Creating Repository
Step 1: Create Code Repository
Enter CNB, click "+" in the upper right corner, select New Repository, choose the repository's affiliation, fill in the repository name, select its visibility as needed, then click Create to complete repository creation.
Step Two: Initialize Repository
You can choose any method below to initialize the repository.
Cloud-Based Quick Initialization (Recommended)
You can execute related commands in native development to migrate an existing repository or directly create a new file to initialize the repository.
Local Initialization
Initialization can be completed through bare repository migration, branch migration, or empty repository initialization. The specific command can be viewed in the target repository, with the interface as follows:
Step Three: Configure Cloud Native Build (Pipeline)
Cloning a Repository
Getting the Repository Clone URL
Enter the target repository, click Clone, and you can obtain the repository clone URL.
Configuring Pull Credentials
After new user registration, you can view public or joined code repositories on your own.
To pull the repository to your local system, public code repositories require no authentication, while joined private repositories need Git account password authentication, where username = cnb and password can be obtained by referring to personal token. Merge Request
Merge Request can help enterprises control the code quality of important branches to ensure business stability.
The team can verify change content through pipeline automation based on merge requests, and the initiator and reviewer can collaborate and discuss these changes together in the merge request.
Repository Settings
Basic Settings
Configure the basic information of the repository and set global push restrictions.
Advanced Settings
Dangerous operations in manage warehouse, please configure carefully.
Repository Members
The repository inherits ALL member permissions from the parent organization by default. In addition, you can invite members directly to join the current repository as "Repository Members" or "external Collaborators". Among them, external Collaborators are suitable for some users who temporarily collaborate.
Branch Protection
Click Create New Protection Rule. By setting branch protection rules, you can configure push and merge policies for specified branches to prevent unreported code from being changed.
Note:
Note: If an organization enables branch protection, all repositories under the organization will limit branch operations according to the organizational branch protection settings, and repository-level branch protection settings will be invalidated.
Merge Request
Configure the global merge request policy for the repository, including merge method and default reviewer.
Merge method includes:
Allow direct submission (Merge): All commits from the source branch will be merged into the target branch and generate a new commit.
Allow Squash merge: Multiple commits from the source branch will be compressed into one and submitted to the target branch.
Allow Rebase merge: Multiple commits from the source branch will be reset to and submitted to the target branch.
Cloud Native Development
Learn how to configure the cloud development space for the current repository.
Cloud Native Build
Configure global trigger control for the repository.
Allow automatic triggering: once selected, the repository will trigger Cloud Native Build based on the .cnb.yml configuration.
Forked repositories allow automatic triggering by default: once selected, repositories forked from this one will trigger Cloud Native Build based on the .cnb.yml configuration.
Product
Customizable Docker Tag overwrite/cleanup policy.
Usage statistics
Check the current repository usage statistics. Supports modifying the usage limit of related resources.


## Directions for this task:
Every line that contains the word "with" should be copied from the records below.

---

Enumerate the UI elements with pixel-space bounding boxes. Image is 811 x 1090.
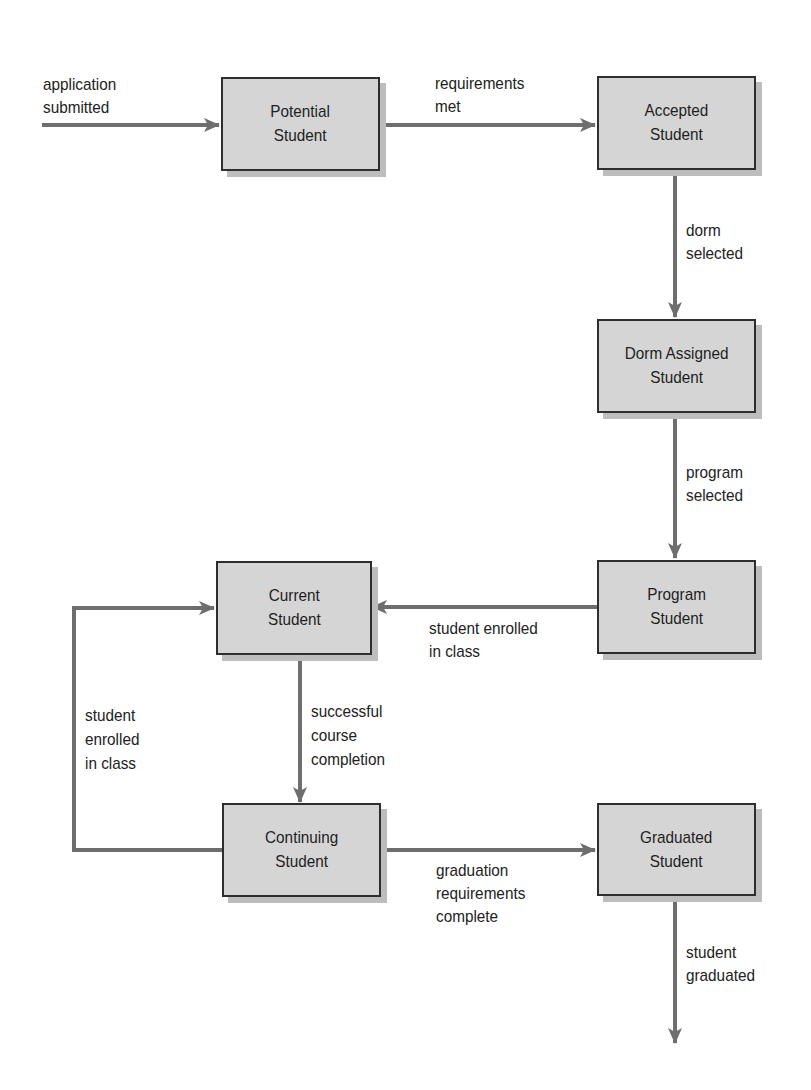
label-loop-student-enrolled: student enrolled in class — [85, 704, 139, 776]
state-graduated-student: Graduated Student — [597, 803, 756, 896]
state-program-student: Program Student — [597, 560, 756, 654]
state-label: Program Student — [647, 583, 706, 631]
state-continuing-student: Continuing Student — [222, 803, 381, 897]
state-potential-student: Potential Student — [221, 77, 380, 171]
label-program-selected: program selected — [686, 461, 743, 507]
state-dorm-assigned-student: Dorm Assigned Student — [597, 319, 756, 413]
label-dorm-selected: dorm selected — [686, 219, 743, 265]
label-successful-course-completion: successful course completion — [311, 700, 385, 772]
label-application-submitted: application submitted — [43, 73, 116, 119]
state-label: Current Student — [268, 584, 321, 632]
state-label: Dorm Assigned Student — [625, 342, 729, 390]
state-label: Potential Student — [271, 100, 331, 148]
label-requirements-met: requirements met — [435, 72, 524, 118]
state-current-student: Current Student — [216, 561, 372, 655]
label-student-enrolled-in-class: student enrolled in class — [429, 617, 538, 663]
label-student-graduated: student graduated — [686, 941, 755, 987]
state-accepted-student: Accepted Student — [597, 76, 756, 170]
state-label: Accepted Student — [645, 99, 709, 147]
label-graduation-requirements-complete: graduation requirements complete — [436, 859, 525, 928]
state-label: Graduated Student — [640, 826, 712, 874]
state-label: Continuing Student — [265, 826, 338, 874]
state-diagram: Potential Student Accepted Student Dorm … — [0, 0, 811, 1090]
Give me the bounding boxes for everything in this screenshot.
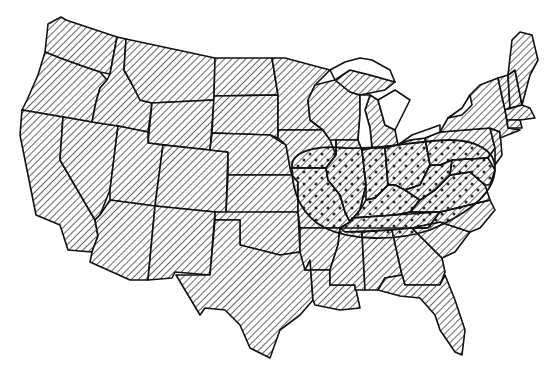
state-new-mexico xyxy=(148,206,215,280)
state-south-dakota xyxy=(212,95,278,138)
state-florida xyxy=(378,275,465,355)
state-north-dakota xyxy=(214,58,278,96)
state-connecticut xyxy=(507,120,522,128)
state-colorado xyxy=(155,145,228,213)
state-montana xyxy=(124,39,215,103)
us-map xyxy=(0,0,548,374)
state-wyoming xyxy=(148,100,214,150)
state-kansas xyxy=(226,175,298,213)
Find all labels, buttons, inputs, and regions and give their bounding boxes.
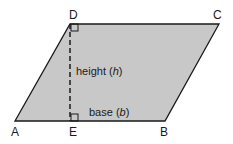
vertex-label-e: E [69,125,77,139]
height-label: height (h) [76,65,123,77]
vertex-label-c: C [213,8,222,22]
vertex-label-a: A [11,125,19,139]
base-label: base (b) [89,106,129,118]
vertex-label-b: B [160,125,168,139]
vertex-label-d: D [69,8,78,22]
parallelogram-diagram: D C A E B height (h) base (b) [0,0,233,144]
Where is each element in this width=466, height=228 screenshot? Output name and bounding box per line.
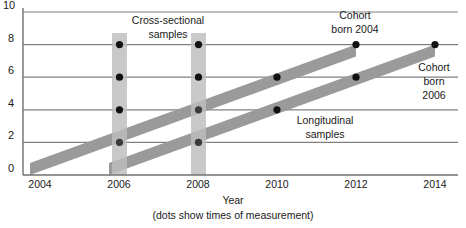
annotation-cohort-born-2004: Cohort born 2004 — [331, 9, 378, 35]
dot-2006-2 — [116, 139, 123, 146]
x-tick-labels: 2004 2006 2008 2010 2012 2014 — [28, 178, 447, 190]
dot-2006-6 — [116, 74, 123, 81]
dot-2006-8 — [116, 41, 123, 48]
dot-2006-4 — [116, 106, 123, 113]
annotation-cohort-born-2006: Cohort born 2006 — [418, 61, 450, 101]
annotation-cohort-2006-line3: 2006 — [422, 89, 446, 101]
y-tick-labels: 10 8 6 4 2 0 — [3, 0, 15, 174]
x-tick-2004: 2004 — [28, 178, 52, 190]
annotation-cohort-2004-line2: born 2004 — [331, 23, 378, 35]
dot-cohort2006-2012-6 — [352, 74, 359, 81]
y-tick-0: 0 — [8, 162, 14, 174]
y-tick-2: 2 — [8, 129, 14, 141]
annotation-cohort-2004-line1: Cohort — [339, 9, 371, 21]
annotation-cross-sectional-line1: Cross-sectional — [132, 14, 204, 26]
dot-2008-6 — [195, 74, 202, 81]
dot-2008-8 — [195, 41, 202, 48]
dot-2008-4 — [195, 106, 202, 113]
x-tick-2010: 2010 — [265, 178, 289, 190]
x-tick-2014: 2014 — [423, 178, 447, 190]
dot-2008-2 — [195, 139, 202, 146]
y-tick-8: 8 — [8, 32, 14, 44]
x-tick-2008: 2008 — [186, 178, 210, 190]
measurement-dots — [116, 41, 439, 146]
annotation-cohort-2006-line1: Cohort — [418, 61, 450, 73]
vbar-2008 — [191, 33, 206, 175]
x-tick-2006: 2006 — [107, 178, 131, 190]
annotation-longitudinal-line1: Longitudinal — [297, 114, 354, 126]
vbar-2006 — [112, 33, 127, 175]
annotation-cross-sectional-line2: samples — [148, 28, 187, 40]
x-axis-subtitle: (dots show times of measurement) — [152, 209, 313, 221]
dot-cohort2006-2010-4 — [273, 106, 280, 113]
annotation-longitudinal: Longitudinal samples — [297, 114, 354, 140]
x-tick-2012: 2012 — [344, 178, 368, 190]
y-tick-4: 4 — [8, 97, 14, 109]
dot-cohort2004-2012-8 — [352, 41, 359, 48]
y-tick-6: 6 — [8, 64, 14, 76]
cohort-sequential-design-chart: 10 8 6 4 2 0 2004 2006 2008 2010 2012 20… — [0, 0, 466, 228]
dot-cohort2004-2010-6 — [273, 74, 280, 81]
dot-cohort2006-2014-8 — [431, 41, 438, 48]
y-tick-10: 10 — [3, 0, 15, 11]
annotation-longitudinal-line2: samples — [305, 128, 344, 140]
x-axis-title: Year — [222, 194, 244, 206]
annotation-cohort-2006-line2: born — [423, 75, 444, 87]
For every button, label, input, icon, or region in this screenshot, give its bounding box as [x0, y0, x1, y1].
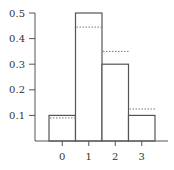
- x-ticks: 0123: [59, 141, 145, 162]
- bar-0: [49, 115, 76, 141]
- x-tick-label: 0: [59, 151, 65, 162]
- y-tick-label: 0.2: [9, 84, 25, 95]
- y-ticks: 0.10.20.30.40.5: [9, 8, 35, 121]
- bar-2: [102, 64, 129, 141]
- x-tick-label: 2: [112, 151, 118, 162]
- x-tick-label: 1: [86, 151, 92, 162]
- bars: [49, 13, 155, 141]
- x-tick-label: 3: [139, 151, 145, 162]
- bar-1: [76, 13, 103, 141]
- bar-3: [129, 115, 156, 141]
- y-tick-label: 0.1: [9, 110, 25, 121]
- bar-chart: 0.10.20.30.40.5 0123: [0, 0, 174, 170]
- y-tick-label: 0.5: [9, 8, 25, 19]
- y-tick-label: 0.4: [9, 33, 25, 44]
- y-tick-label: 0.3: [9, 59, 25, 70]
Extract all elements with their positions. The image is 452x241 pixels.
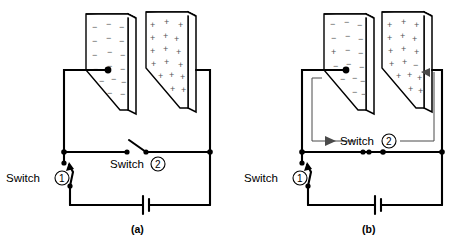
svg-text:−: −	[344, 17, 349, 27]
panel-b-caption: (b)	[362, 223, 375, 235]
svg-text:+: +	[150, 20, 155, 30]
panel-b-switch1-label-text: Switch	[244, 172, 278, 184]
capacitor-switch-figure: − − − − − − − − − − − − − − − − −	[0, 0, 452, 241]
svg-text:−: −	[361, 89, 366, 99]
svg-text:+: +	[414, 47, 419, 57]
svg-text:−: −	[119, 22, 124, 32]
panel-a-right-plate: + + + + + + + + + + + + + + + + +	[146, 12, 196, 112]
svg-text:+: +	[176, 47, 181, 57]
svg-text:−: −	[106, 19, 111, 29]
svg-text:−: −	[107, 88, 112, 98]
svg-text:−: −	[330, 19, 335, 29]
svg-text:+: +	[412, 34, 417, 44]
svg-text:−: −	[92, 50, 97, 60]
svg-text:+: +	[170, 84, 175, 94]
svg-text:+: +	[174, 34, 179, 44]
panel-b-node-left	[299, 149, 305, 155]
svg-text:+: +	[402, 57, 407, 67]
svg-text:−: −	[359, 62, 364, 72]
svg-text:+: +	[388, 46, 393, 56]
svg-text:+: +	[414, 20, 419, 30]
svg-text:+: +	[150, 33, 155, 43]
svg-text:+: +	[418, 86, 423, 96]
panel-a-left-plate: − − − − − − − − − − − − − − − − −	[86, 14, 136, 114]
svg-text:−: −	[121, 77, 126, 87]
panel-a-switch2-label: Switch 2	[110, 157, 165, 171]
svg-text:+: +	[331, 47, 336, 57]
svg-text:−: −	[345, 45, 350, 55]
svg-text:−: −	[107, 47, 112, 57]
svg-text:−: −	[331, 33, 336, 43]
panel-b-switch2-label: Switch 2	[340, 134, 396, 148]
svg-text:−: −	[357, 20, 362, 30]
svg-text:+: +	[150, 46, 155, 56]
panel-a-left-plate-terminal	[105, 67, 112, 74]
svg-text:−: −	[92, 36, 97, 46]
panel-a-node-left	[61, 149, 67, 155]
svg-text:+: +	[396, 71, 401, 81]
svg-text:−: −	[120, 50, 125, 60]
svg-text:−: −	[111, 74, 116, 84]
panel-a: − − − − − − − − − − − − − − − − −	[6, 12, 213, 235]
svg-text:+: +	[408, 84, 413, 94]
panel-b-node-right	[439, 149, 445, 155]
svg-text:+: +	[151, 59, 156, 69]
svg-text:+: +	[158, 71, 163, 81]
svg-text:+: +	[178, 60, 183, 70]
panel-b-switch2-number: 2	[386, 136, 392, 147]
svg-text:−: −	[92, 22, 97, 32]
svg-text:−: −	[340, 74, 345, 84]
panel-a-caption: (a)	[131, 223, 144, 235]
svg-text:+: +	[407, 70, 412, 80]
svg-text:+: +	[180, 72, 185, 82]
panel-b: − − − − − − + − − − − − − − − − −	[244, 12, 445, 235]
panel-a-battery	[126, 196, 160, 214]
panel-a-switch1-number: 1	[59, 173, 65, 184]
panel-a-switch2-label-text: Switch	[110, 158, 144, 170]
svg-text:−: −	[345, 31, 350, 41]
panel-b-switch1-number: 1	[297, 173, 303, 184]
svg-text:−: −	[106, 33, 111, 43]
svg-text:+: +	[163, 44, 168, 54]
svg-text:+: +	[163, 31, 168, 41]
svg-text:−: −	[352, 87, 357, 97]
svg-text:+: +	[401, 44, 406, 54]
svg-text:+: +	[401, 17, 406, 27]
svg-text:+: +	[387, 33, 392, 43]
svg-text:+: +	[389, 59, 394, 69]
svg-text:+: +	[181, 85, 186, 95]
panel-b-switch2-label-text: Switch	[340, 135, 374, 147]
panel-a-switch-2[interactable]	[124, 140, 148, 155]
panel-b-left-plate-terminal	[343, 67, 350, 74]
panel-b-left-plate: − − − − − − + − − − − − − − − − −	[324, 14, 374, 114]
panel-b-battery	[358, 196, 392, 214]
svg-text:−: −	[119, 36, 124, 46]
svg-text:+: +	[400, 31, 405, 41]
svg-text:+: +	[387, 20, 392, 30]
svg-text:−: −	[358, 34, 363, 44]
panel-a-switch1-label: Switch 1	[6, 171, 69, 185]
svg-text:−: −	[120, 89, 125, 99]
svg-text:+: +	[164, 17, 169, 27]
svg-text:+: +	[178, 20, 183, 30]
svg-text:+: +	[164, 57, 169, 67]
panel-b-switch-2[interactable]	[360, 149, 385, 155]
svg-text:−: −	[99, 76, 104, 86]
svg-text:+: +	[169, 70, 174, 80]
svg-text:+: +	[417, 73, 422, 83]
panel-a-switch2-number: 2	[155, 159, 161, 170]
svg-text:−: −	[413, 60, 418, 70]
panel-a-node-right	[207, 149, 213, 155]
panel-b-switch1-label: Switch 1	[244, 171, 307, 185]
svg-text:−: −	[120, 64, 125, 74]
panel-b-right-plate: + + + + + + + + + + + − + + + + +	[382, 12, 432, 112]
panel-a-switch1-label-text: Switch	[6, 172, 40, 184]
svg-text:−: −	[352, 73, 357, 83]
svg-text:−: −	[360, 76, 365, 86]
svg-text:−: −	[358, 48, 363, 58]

---

## Finished exercise:
Enumerate the UI elements with pixel-space bounding boxes. Image is 811 x 1090.
Extract all elements with their positions. The image is 452x241 pixels.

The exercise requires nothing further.